🤖 AI Summary
This study addresses the limitations of conventional point-wise error metrics—such as mean squared error—in evaluating time series forecasts, as they often fail to capture essential dynamical characteristics like structural patterns, oscillatory behavior, and phase alignment. To overcome this, the authors propose TopoCast, a framework that constructs phase-space representations via Takens’ delay embedding and employs persistent homology to compare the topological structures of predicted and ground-truth sequences. The framework introduces a Topological Fidelity Score (TFS) and its localized variant (LTFS), the latter incorporating dominant-period overlap to enable phase-aware temporal localization in evaluation. Experiments across three real-world datasets on five Transformer-based models demonstrate that TopoCast effectively uncovers structural distortions invisible to standard metrics, thereby validating the necessity and efficacy of topology-aware assessment in time series forecasting.
📝 Abstract
Deep learning-based models have achieved state-of-the-art performance in Time Series Forecasting (TSF), yet their evaluation remains dominated by pointwise error metrics such as Mean Squared Error (MSE), which quantify numerical accuracy but overlook structural properties of the forecast signal, including recurrent dynamics, oscillatory behavior, and phase alignment. As a result, forecasts exhibiting over-smoothing, phase shifts, or frequency distortions may achieve favorable error scores despite substantial structural degradation. To address this limitation, we propose TopoCast, a topology-driven framework for evaluating structural fidelity in TSF. TopoCast reconstructs phase-space representations of forecast and ground-truth sequences using Takens delay embedding and applies persistent homology to characterize their intrinsic dynamics. We derive four complementary topological fidelity measures from persistence diagrams and aggregate them into a Topological Fidelity Score (TFS).

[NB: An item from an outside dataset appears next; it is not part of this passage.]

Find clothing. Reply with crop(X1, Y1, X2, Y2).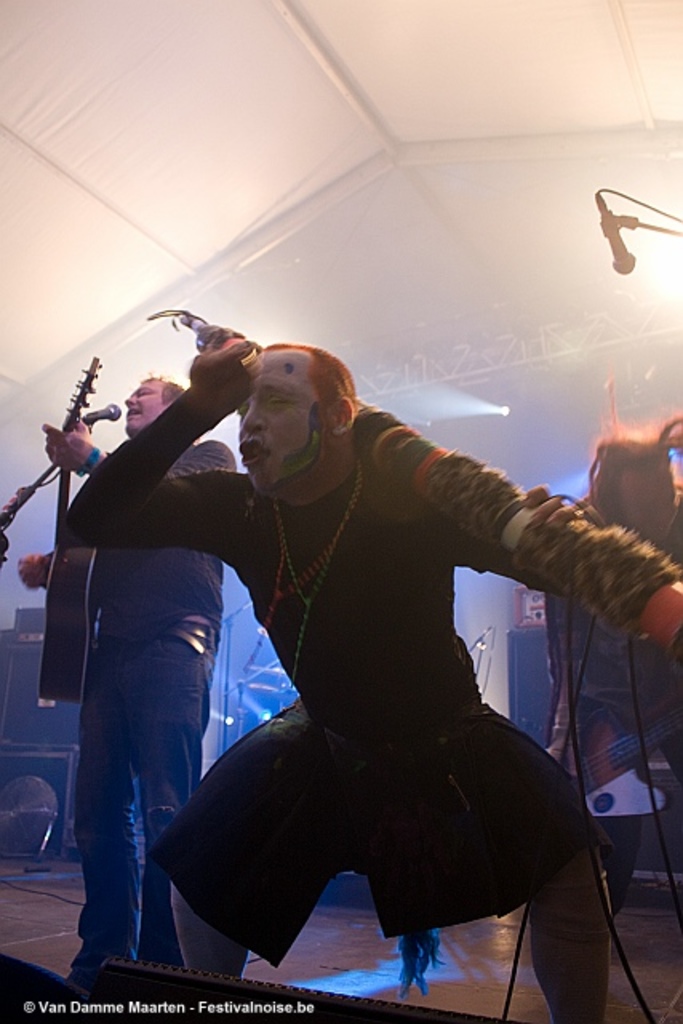
crop(165, 427, 622, 957).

We further introduce dominant cycle overlap, a novel metric that maps persistent topological features to the temporal domain to assess whether dominant oscillatory patterns occur at the correct time points. Combined with TFS, this yields the Localized Topological Fidelity Score (LTFS), a phase-aware measure that captures temporal localization errors invisible to existing evaluation metrics. Experiments on five Transformer architectures across three real-world benchmark datasets demonstrate that models with similar forecasting errors can exhibit markedly different structural fidelity profiles, revealing failure modes overlooked by conventional evaluation and highlighting the value of topology-aware forecast assessment.